Superconductors articles within Nature Chemistry

Featured

  • News & Views |

    Disentangling the chemistry and physics behind reported unconventional superconductivity and exotic magnetism in alkali-intercalated PAHs has remained problematic due to the lack of phase-pure samples. Two synthetic pathways have now remedied this issue, facilitating studies of cooperative electronic properties based on carbon π-electrons.

    • Roser Valentí
    •  & Stephen M. Winter
  • Article |

    Reports of superconductivity in KxPicene spurred interest in alkali-intercalated polyaromatic hydrocarbon (PAH) compounds, but their compositions and structures have remained unclear. Now crystalline K2Pentacene and K2Picene — neither of which are superconducting — have been prepared by mild synthesis. Structural analysis shows that the cation sites arise within the molecular layers from reorientation of the PAHs within a herringbone packing.

    • F. Denis Romero
    • , M. J. Pitcher
    •  & M. J. Rosseinsky
  • Article |

    Cooperative electronic properties that arise purely from carbon π-electrons can lead to unconventional superconductivity and quantum magnetism. New packing architectures have now been established in two caesium-intercalated polyaromatic hydrocarbons, CsPhenanthrene and Cs2Phenanthrene, both strongly correlated multi-orbital Mott insulators. The frustrated magnetic topology in CsPhenanthrene also renders it a spin-½ quantum spin liquid candidate.

    • Yasuhiro Takabayashi
    • , Melita Menelaou
    •  & Kosmas Prassides
  • In Your Element |

    Peter Dinér describes the journey of yttrium from its discovery in a remote mine to high-temperature superconductors and light-emitting diodes.

    • Peter Dinér
  • Research Highlights |

    The unit cell volume of alkali metal fullerides is related to the temperature at which superconducting behaviour begins.

    • Neil Withers
  • Research Highlights |

    The intercalation of potassium into a simple aromatic hydrocarbon results in a new class of organic superconductors.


HOW TO COMPLETE THIS TASK:
From the records below, state how many lines include the word "difficult", giving only that number.

DATA RECORDS Start Marker

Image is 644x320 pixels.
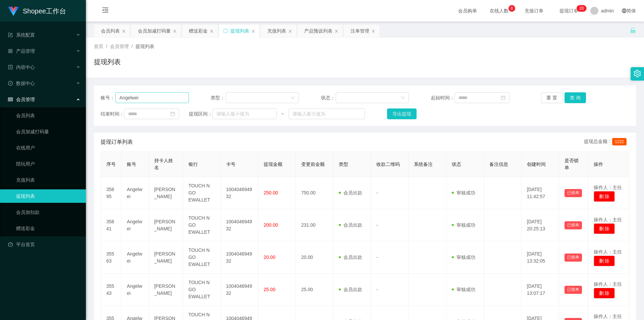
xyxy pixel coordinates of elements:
[521,177,559,209] td: [DATE] 11:42:57
[565,93,586,103] button: 查 询
[189,110,212,117] span: 提现区间：
[339,161,348,167] span: 类型
[296,177,333,209] td: 750.00
[16,173,80,187] a: 充值列表
[509,5,516,11] sup: 8
[122,209,149,241] td: Angelwei
[8,97,12,102] i: 图标: table
[221,241,259,274] td: 100404694932
[296,274,333,306] td: 25.00
[301,161,325,167] span: 变更前金额
[93,57,121,67] h1: 提现列表
[521,209,559,241] td: [DATE] 20:25:13
[183,274,221,306] td: TOUCH N GO EWALLET
[377,222,378,227] span: -
[565,221,582,229] button: 已锁单
[612,138,627,145] span: 1222
[230,25,249,37] div: 提现列表
[189,161,198,167] span: 银行
[521,241,559,274] td: [DATE] 13:32:05
[594,313,622,318] span: 操作人：主任
[401,95,405,100] i: 图标: down
[451,286,475,292] span: 审核成功
[251,29,255,33] i: 图标: close
[263,161,282,167] span: 提现金额
[8,64,35,70] span: 内容中心
[8,32,35,38] span: 系统配置
[8,7,19,16] img: logo.9652507e.png
[451,161,461,167] span: 状态
[334,29,338,33] i: 图标: close
[149,274,183,306] td: [PERSON_NAME]
[296,209,333,241] td: 231.00
[387,109,416,119] button: 导出提现
[565,189,582,197] button: 已锁单
[16,205,80,219] a: 会员加扣款
[8,65,12,70] i: 图标: profile
[131,43,133,49] span: /
[8,96,35,102] span: 会员管理
[622,8,627,13] i: 图标: global
[594,216,622,222] span: 操作人：主任
[106,43,108,49] span: /
[527,161,546,167] span: 创建时间
[149,177,183,209] td: [PERSON_NAME]
[594,255,615,266] button: 删 除
[16,221,80,235] a: 赠送彩金
[210,29,213,33] i: 图标: close
[183,241,221,274] td: TOUCH N GO EWALLET
[8,48,35,54] span: 产品管理
[223,28,228,33] i: 图标: sync
[101,138,133,146] span: 提现订单列表
[594,184,622,190] span: 操作人：主任
[101,274,122,306] td: 35543
[377,286,378,292] span: -
[115,93,189,103] input: 请输入
[431,94,454,101] span: 起始时间：
[183,209,221,241] td: TOUCH N GO EWALLET
[263,190,278,195] span: 250.00
[521,8,547,13] span: 充值订单
[101,25,120,37] div: 会员列表
[170,111,175,116] i: 图标: calendar
[350,25,369,37] div: 注单管理
[521,274,559,306] td: [DATE] 13:07:17
[565,253,582,261] button: 已锁单
[377,190,378,195] span: -
[339,254,363,260] span: 会员出款
[263,286,276,292] span: 25.00
[212,109,277,119] input: 请输入最小值为
[183,177,221,209] td: TOUCH N GO EWALLET
[291,95,295,100] i: 图标: down
[577,5,586,11] sup: 20
[565,285,582,294] button: 已锁单
[277,110,288,117] span: ~
[8,238,80,251] a: 图标: dashboard平台首页
[101,177,122,209] td: 35895
[8,8,66,13] a: Shopee工作台
[221,177,259,209] td: 100404694932
[101,110,124,117] span: 结束时间：
[594,287,615,298] button: 删 除
[136,43,154,49] span: 提现列表
[451,254,475,260] span: 审核成功
[122,29,126,33] i: 图标: close
[149,241,183,274] td: [PERSON_NAME]
[594,191,615,201] button: 删 除
[288,29,292,33] i: 图标: close
[8,80,35,86] span: 数据中心
[339,190,363,195] span: 会员出款
[138,25,171,37] div: 会员加减打码量
[122,177,149,209] td: Angelwei
[8,49,12,53] i: 图标: appstore-o
[339,222,363,227] span: 会员出款
[101,241,122,274] td: 35563
[211,94,226,101] span: 类型：
[451,222,475,227] span: 审核成功
[565,158,579,170] span: 是否锁单
[500,95,505,100] i: 图标: calendar
[371,29,376,33] i: 图标: close
[101,209,122,241] td: 35841
[511,5,514,11] p: 8
[8,81,12,86] i: 图标: check-circle-o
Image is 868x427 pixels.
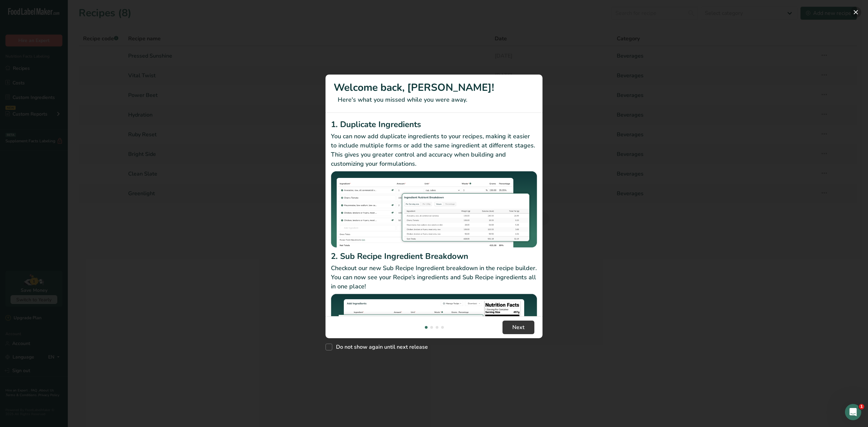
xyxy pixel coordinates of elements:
[512,323,525,331] span: Next
[333,344,428,351] span: Do not show again until next release
[331,171,537,248] img: Duplicate Ingredients
[334,80,534,95] h1: Welcome back, [PERSON_NAME]!
[845,404,861,420] iframe: Intercom live chat
[334,95,534,104] p: Here's what you missed while you were away.
[331,264,537,291] p: Checkout our new Sub Recipe Ingredient breakdown in the recipe builder. You can now see your Reci...
[859,404,864,410] span: 1
[331,250,537,263] h2: 2. Sub Recipe Ingredient Breakdown
[331,132,537,169] p: You can now add duplicate ingredients to your recipes, making it easier to include multiple forms...
[331,294,537,371] img: Sub Recipe Ingredient Breakdown
[502,320,534,334] button: Next
[331,118,537,131] h2: 1. Duplicate Ingredients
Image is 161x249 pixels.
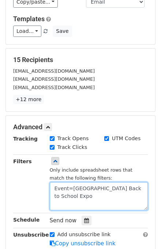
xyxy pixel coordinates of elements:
[13,85,95,90] small: [EMAIL_ADDRESS][DOMAIN_NAME]
[13,68,95,74] small: [EMAIL_ADDRESS][DOMAIN_NAME]
[13,95,44,104] a: +12 more
[13,56,148,64] h5: 15 Recipients
[13,26,41,37] a: Load...
[13,76,95,82] small: [EMAIL_ADDRESS][DOMAIN_NAME]
[13,15,45,23] a: Templates
[13,232,49,238] strong: Unsubscribe
[57,144,87,151] label: Track Clicks
[53,26,72,37] button: Save
[50,241,116,247] a: Copy unsubscribe link
[50,168,132,181] small: Only include spreadsheet rows that match the following filters:
[57,135,89,143] label: Track Opens
[13,159,32,165] strong: Filters
[13,123,148,131] h5: Advanced
[13,217,40,223] strong: Schedule
[124,214,161,249] iframe: Chat Widget
[112,135,140,143] label: UTM Codes
[13,136,38,142] strong: Tracking
[50,218,77,224] span: Send now
[57,231,111,239] label: Add unsubscribe link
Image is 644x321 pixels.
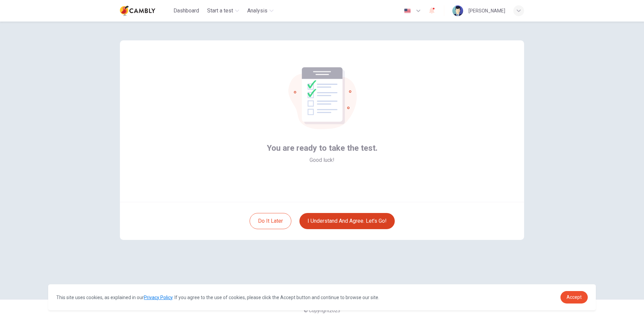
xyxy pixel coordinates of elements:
a: Privacy Policy [144,295,172,300]
span: This site uses cookies, as explained in our . If you agree to the use of cookies, please click th... [56,295,379,300]
span: Accept [566,295,581,300]
a: Cambly logo [120,4,171,18]
img: Profile picture [452,5,463,16]
span: Analysis [247,7,267,15]
div: cookieconsent [48,284,595,310]
span: © Copyright 2025 [304,308,340,313]
span: Dashboard [174,7,199,15]
button: I understand and agree. Let’s go! [300,213,395,229]
button: Start a test [205,5,242,17]
img: Cambly logo [120,4,155,18]
a: dismiss cookie message [560,291,587,304]
button: Analysis [244,5,276,17]
span: Good luck! [309,156,335,164]
img: en [403,9,411,13]
button: Do it later [249,213,291,229]
span: You are ready to take the test. [267,143,377,154]
button: Dashboard [171,5,202,17]
span: Start a test [207,7,233,15]
div: [PERSON_NAME] [468,7,505,15]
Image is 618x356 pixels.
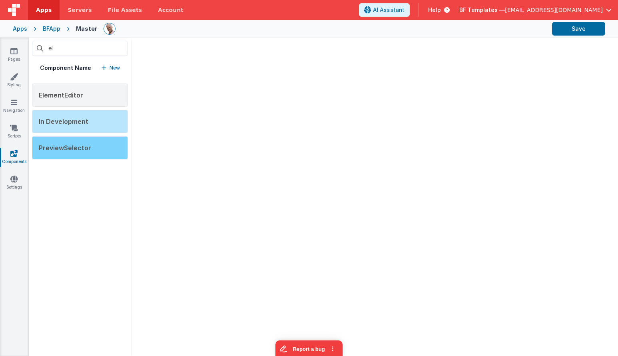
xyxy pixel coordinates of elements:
input: Search components [32,41,128,56]
span: PreviewSelector [39,144,91,152]
p: New [110,64,120,72]
div: Apps [13,25,27,33]
span: Help [428,6,441,14]
div: BFApp [43,25,60,33]
div: Master [76,25,97,33]
button: New [102,64,120,72]
h5: Component Name [40,64,91,72]
span: File Assets [108,6,142,14]
span: ElementEditor [39,91,83,99]
span: Apps [36,6,52,14]
button: BF Templates — [EMAIL_ADDRESS][DOMAIN_NAME] [460,6,612,14]
button: AI Assistant [359,3,410,17]
img: 11ac31fe5dc3d0eff3fbbbf7b26fa6e1 [104,23,115,34]
span: BF Templates — [460,6,505,14]
span: AI Assistant [373,6,405,14]
span: In Development [39,118,88,126]
button: Save [552,22,606,36]
span: [EMAIL_ADDRESS][DOMAIN_NAME] [505,6,603,14]
span: Servers [68,6,92,14]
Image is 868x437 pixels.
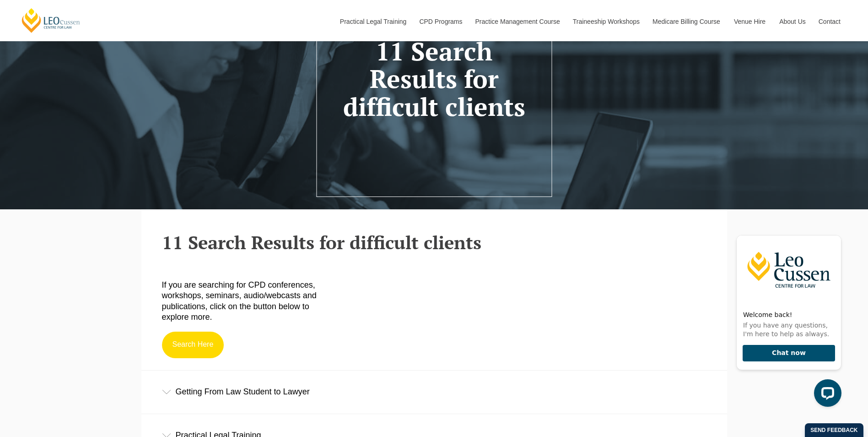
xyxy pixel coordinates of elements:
h2: 11 Search Results for difficult clients [162,232,706,252]
a: Medicare Billing Course [646,2,727,41]
a: Search Here [162,331,224,358]
a: CPD Programs [412,2,468,41]
a: [PERSON_NAME] Centre for Law [20,7,81,33]
a: Venue Hire [727,2,772,41]
h1: 11 Search Results for difficult clients [330,37,538,121]
a: Practical Legal Training [333,2,412,41]
a: Traineeship Workshops [566,2,646,41]
a: Practice Management Course [468,2,566,41]
iframe: LiveChat chat widget [729,218,845,414]
a: Contact [812,2,847,41]
div: Getting From Law Student to Lawyer [141,371,727,413]
p: If you are searching for CPD conferences, workshops, seminars, audio/webcasts and publications, c... [162,280,335,323]
a: About Us [772,2,812,41]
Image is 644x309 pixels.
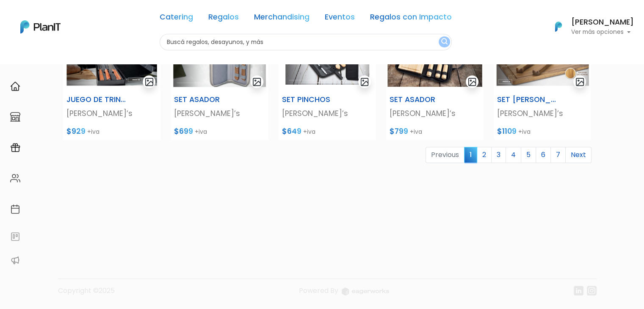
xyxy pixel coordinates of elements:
img: logo_eagerworks-044938b0bf012b96b195e05891a56339191180c2d98ce7df62ca656130a436fa.svg [342,288,389,295]
a: gallery-light JUEGO DE TRINCHAR [PERSON_NAME]’s $929 +iva [58,17,166,140]
p: [PERSON_NAME]’s [282,108,372,119]
p: [PERSON_NAME]’s [389,108,480,119]
a: Regalos [208,14,239,24]
img: calendar-87d922413cdce8b2cf7b7f5f62616a5cf9e4887200fb71536465627b3292af00.svg [10,204,21,214]
img: gallery-light [575,77,585,87]
img: gallery-light [252,77,262,87]
input: Buscá regalos, desayunos, y más [160,34,452,50]
span: +iva [303,127,315,136]
div: ¿Necesitás ayuda? [43,8,122,25]
img: people-662611757002400ad9ed0e3c099ab2801c6687ba6c219adb57efc949bc21e19d.svg [10,173,21,183]
span: +iva [410,127,422,136]
img: PlanIt Logo [21,21,61,34]
a: 5 [521,147,536,163]
a: Regalos con Impacto [370,14,452,24]
span: $799 [389,126,408,136]
span: 1 [464,147,477,162]
span: $649 [282,126,301,136]
p: [PERSON_NAME]’s [66,108,157,119]
h6: SET [PERSON_NAME] [497,95,558,104]
h6: SET PINCHOS [282,95,343,104]
p: [PERSON_NAME]’s [174,108,265,119]
span: +iva [87,127,99,136]
span: $699 [174,126,193,136]
a: Powered By [299,286,389,302]
p: Ver más opciones [571,29,634,35]
span: translation missing: es.layouts.footer.powered_by [299,286,338,295]
img: feedback-78b5a0c8f98aac82b08bfc38622c3050aee476f2c9584af64705fc4e61158814.svg [10,232,21,242]
img: campaigns-02234683943229c281be62815700db0a1741e53638e28bf9629b52c665b00959.svg [10,143,21,153]
a: 2 [476,147,491,163]
h6: [PERSON_NAME] [571,19,634,26]
p: [PERSON_NAME]’s [497,108,588,119]
a: Next [565,147,591,163]
a: gallery-light SET [PERSON_NAME] [PERSON_NAME]’s $1109 +iva [489,17,596,140]
a: gallery-light SET ASADOR [PERSON_NAME]’s $799 +iva [381,17,489,140]
a: 6 [535,147,551,163]
img: marketplace-4ceaa7011d94191e9ded77b95e3339b90024bf715f7c57f8cf31f2d8c509eaba.svg [10,112,21,122]
img: search_button-432b6d5273f82d61273b3651a40e1bd1b912527efae98b1b7a1b2c0702e16a8d.svg [441,38,448,46]
h6: SET ASADOR [389,95,450,104]
h6: SET ASADOR [174,95,234,104]
img: gallery-light [360,77,370,87]
img: home-e721727adea9d79c4d83392d1f703f7f8bce08238fde08b1acbfd93340b81755.svg [10,81,21,91]
a: Eventos [325,14,355,24]
span: +iva [195,127,207,136]
a: Merchandising [254,14,309,24]
img: instagram-7ba2a2629254302ec2a9470e65da5de918c9f3c9a63008f8abed3140a32961bf.svg [587,286,596,295]
img: gallery-light [467,77,477,87]
a: 4 [505,147,521,163]
img: gallery-light [144,77,154,87]
p: Copyright ©2025 [58,286,115,302]
a: 7 [550,147,566,163]
a: 3 [491,147,506,163]
a: gallery-light SET PINCHOS [PERSON_NAME]’s $649 +iva [273,17,381,140]
button: PlanIt Logo [PERSON_NAME] Ver más opciones [544,16,634,38]
img: partners-52edf745621dab592f3b2c58e3bca9d71375a7ef29c3b500c9f145b62cc070d4.svg [10,255,21,266]
h6: JUEGO DE TRINCHAR [66,95,127,104]
a: gallery-light SET ASADOR [PERSON_NAME]’s $699 +iva [166,17,273,140]
img: linkedin-cc7d2dbb1a16aff8e18f147ffe980d30ddd5d9e01409788280e63c91fc390ff4.svg [574,286,583,295]
span: +iva [518,127,531,136]
img: PlanIt Logo [549,17,567,36]
span: $929 [66,126,85,136]
a: Catering [160,14,193,24]
span: $1109 [497,126,517,136]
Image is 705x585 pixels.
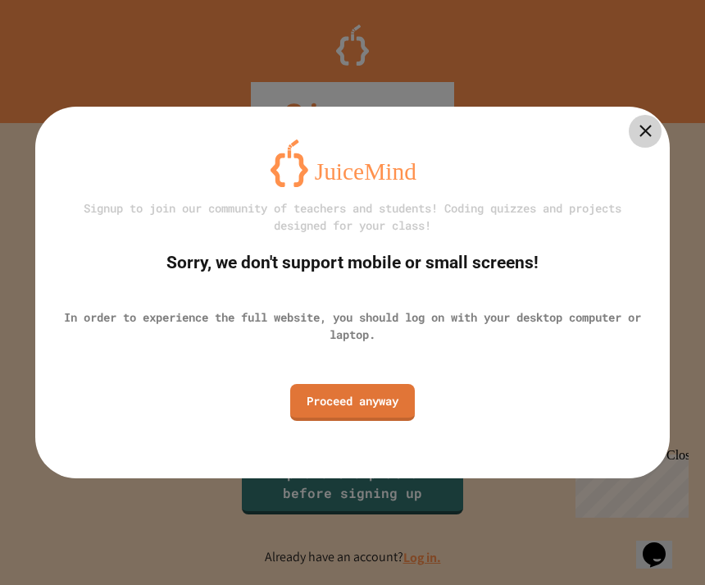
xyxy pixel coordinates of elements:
a: Proceed anyway [290,384,415,421]
div: Signup to join our community of teachers and students! Coding quizzes and projects designed for y... [56,199,650,234]
div: Sorry, we don't support mobile or small screens! [166,250,539,276]
div: In order to experience the full website, you should log on with your desktop computer or laptop. [60,308,645,343]
div: Chat with us now!Close [7,7,113,104]
img: logo-orange.svg [271,139,435,187]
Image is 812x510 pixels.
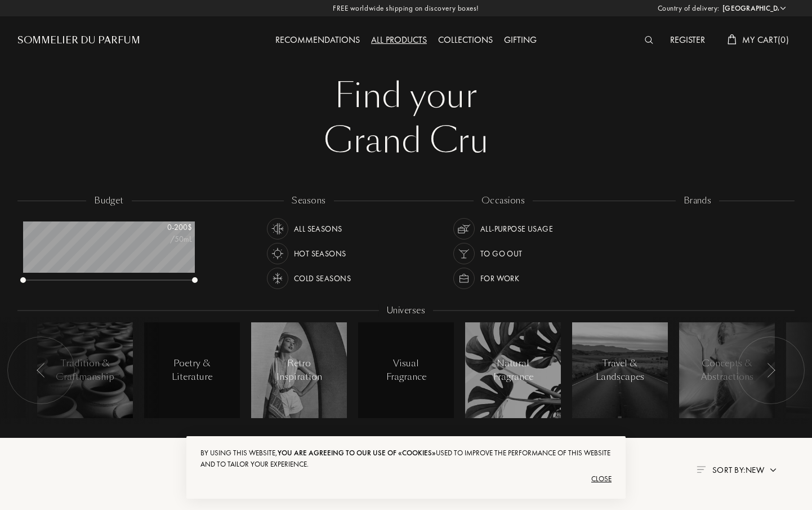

DATA RECORDS End Marker

TASK OUTPUT:
2